Monday, April 05, 2010

The Beginning

So. I've been working on a book.

Everyone who knows me knows this was a long time coming, but see, ideas that are meant to carry out over the length of a novel? Not my strong suit.

The idea came from, of all places, a line in a Gordon Lightfoot song. (Yes, I listen to Gordon Lightfoot. Stop looking at me like that.) The line, "And every man knew, as the captain did, too, 'twas the Witch of November come stealin'" in "The Wreck of the Edmund Fitzgerald" jumped out at me. My knee-jerk reaction? "Oh hell yes, I've got to turn this into a Supernatural fanfic!"

Yes, I write fanfic as well. Don't judge.

My original intention was to write about a ghost ship kind of deal, taking the message of the line literally. In trying to come up with a feasible plotline, I came to discover that I know next to nothing (okay, absolutely nothing) about boats and about sailing. The amount of research I would have to do to have even a remote idea of what I was talking about was insane.

So the idea sat on my mental shelf for a while until something new came to me: what if November isn't a month but a place? And what if the witch isn't a name for heavy winds but an actual witch? And thus The Witch of November was born.

Of course there is no place in the United States named November. Well, there is a November Creek, Idaho (thanks, Mapquest!) but what I know about Idaho is pretty much equal to what I know about boats and sailing. I then decided that if other authors can make up places willy-nilly, well, dang it, so can I.

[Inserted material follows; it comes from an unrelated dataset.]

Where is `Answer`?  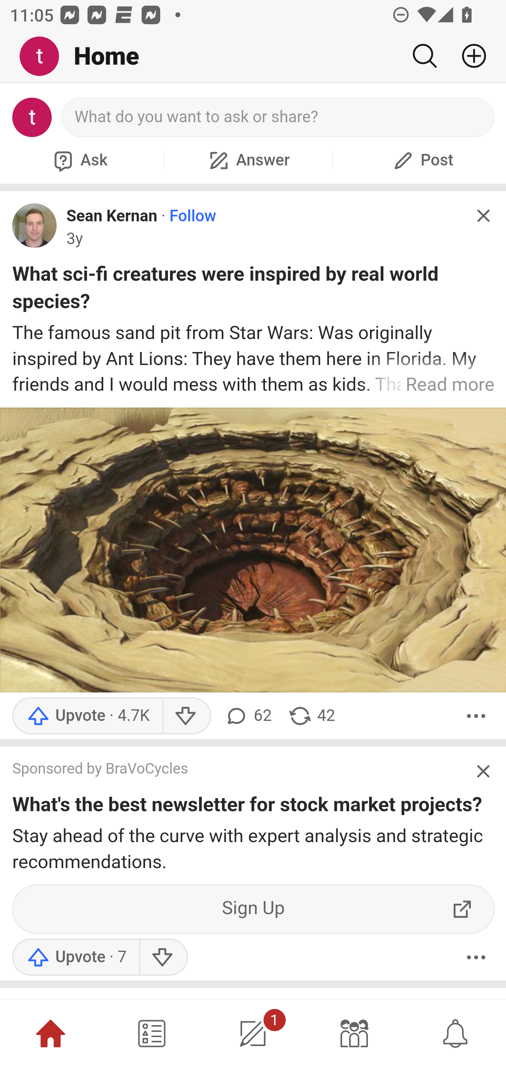
Answer is located at coordinates (248, 160).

The Witch of November's first incarnation was that Supernatural fanfic (I said don't judge!). I wound up loving the characters and the town of November, Maine, and even my ghost/witch. The finished draft of the short story wound up being 44 pages long and consisting of 21,000-ish words. So I figured if I could get 44 pages out of it in a fanfic, I could take Sam and Dean (and obviously any Supernatural-inspired story elements) out, bring my original characters front and center, and expand on the idea. Oh, and change the ending, too, because a salt-and-burn would more than likely constitute copyright infringement.

After almost a year of work (not constantly ... a little here and a little there), the first draft is finished. The first draft? Is the easy part.

Keep checking back here for my squees when things work, whines when things don't, random observations about the story and the process in general, and the occasional snippet or two. I promise it'll be a good time.